Endemic corruption is one reason analysts consider Africa to be a high-risk investment. But mining executives insist they never pay a bribe and that they win each contract on merit. "We've had to deal with petty corruption, you know, $100 to get a report typed up," says Ted Webb, vice president of Vancouver-based Tenke Mining Corp. Congo awarded Tenke a license for a lucrative open-pit copper-cobalt mine. The contract was first approved by Mobutu, whose reign coined the term "kleptocracy." But Mr. Webb insists "there were no demands from Mobutu."

"We don't have any hard evidence about corruption in the mining sector," says Stiaan van der Merwe of the South African branch of Transparency International, an anticorruption lobby group. But with all the money to be made in African mining, "We should not be surprised that somewhere - in privatizing mines that previously had been nationalized, in exporting minerals - corruption in the form of bribery is part of it." Mr. Van der Merwe says the potential for corruption is greater when one individual grants mining concessions. In Zimbabwe and Congo, for example, decisions on mineral rights reside with the president.

Pollution dangers

Mining companies like Africa for its weak environmental rules. When gold prices fell recently, Vancouver-based Casmyn Corp. was able to turn from shaft mining to less-expensive open-pit mining which, by US environmental standards, is much less acceptable, says Gregory Gosson, Casmyn's managing director.
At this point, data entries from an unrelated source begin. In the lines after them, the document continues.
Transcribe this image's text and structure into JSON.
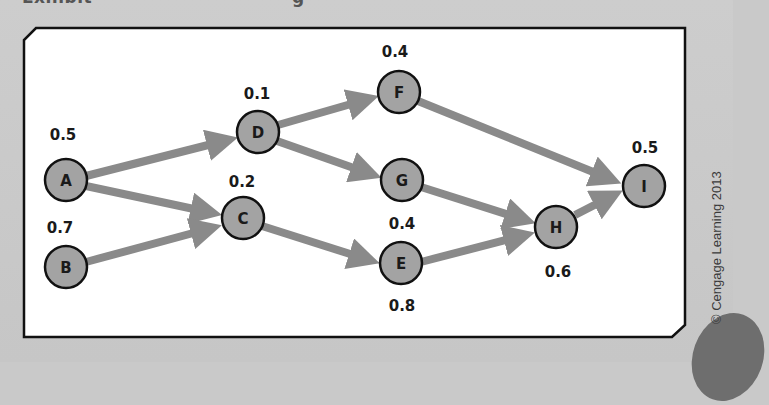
{
  "header": {
    "title_left": "Exhibit",
    "title_right": "g"
  },
  "diagram": {
    "colors": {
      "background": "#c9c9c9",
      "panel": "#ffffff",
      "frame": "#111111",
      "node_fill": "#a3a3a3",
      "node_stroke": "#111111",
      "arrow": "#8a8a8a"
    },
    "nodes": [
      {
        "id": "A",
        "label": "A",
        "value": "0.5"
      },
      {
        "id": "B",
        "label": "B",
        "value": "0.7"
      },
      {
        "id": "C",
        "label": "C",
        "value": "0.2"
      },
      {
        "id": "D",
        "label": "D",
        "value": "0.1"
      },
      {
        "id": "E",
        "label": "E",
        "value": "0.8"
      },
      {
        "id": "F",
        "label": "F",
        "value": "0.4"
      },
      {
        "id": "G",
        "label": "G",
        "value": "0.4"
      },
      {
        "id": "H",
        "label": "H",
        "value": "0.6"
      },
      {
        "id": "I",
        "label": "I",
        "value": "0.5"
      }
    ],
    "edges": [
      {
        "from": "A",
        "to": "D"
      },
      {
        "from": "A",
        "to": "C"
      },
      {
        "from": "B",
        "to": "C"
      },
      {
        "from": "D",
        "to": "F"
      },
      {
        "from": "D",
        "to": "G"
      },
      {
        "from": "C",
        "to": "E"
      },
      {
        "from": "F",
        "to": "I"
      },
      {
        "from": "G",
        "to": "H"
      },
      {
        "from": "E",
        "to": "H"
      },
      {
        "from": "H",
        "to": "I"
      }
    ]
  },
  "copyright": "© Cengage Learning 2013"
}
Mining executives insist they respect "international environment standards," regardless of where they mine.

Bronwen Jones, an engineering geologist who is a one-woman critic of the industry, says, "There may be good standards in Africa, but the law is not applied. The public is ill-educated, and there are too few watchdogs and inspectors. The mines are rarely fenced, and people get hurt. The mines pollute the groundwater, and there is incomplete disclosure of information.
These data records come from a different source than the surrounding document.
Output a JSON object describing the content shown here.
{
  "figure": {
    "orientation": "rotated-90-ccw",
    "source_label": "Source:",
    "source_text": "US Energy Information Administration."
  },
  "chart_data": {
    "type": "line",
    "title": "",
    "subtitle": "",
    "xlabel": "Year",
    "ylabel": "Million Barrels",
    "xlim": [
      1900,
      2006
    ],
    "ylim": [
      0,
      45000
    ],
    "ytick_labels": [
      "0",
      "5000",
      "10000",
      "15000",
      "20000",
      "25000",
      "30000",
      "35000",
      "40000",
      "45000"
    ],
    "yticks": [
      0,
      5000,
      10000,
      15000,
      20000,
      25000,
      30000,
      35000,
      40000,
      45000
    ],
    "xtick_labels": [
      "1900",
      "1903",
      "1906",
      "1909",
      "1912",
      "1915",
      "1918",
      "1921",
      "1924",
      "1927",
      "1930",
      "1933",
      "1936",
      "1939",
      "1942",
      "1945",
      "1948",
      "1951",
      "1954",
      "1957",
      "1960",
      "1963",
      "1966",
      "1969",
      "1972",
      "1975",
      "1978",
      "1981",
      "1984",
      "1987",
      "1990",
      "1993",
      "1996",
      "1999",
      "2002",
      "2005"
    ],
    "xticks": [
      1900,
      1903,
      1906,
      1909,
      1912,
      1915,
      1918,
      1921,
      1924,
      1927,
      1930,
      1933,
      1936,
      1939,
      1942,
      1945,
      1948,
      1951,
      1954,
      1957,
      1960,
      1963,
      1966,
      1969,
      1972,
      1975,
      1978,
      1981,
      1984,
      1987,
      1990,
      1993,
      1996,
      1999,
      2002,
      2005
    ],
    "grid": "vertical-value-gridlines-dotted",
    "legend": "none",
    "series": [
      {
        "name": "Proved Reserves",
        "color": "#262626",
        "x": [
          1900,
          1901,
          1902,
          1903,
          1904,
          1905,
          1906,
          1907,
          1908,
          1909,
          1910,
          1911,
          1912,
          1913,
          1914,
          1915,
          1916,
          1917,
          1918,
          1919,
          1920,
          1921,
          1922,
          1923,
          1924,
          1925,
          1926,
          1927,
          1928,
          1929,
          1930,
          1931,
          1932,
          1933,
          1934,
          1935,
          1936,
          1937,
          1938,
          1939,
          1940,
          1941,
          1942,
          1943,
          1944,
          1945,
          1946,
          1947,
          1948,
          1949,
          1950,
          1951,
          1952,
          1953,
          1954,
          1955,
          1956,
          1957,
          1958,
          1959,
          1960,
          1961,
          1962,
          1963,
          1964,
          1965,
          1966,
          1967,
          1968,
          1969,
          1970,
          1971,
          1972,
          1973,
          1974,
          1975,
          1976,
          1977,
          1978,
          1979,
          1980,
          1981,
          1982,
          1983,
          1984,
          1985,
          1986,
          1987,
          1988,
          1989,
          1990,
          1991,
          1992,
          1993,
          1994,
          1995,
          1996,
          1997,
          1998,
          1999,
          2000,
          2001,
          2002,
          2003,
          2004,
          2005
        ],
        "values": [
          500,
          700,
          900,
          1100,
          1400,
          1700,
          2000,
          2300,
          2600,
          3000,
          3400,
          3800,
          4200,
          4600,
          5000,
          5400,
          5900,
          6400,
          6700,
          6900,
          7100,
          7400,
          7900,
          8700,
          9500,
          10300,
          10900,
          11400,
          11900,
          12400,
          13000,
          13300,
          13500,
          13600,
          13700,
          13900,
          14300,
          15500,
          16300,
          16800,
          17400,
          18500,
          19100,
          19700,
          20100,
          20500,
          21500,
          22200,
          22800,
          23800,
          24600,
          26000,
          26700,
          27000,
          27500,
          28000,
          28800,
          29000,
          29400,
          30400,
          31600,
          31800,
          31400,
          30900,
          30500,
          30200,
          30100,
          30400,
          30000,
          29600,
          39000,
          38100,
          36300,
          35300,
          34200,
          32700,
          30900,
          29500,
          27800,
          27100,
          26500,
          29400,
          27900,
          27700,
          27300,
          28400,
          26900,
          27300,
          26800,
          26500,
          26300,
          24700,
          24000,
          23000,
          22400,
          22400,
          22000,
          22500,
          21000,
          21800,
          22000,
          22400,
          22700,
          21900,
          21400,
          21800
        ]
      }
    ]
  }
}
"For example, uranium and gold occur together and so tailings are often radioactive, but the communities don't know it."

In South Africa, a coalition of trade unionists and environmentalists recently launched a campaign against the world's largest mining group, London-based Rio Tinto. They claim the multinational company exploits workers and abuses the environment and human rights.

Africa's strongest unions are in South Africa, where jobs have been shed as gold prices have dropped from a 1980 peak of $850 an ounce to about $300 today. Unemployment is estimated at 30 percent, and the mining work force has fallen from 550,000 a decade ago to less than 300,000 today.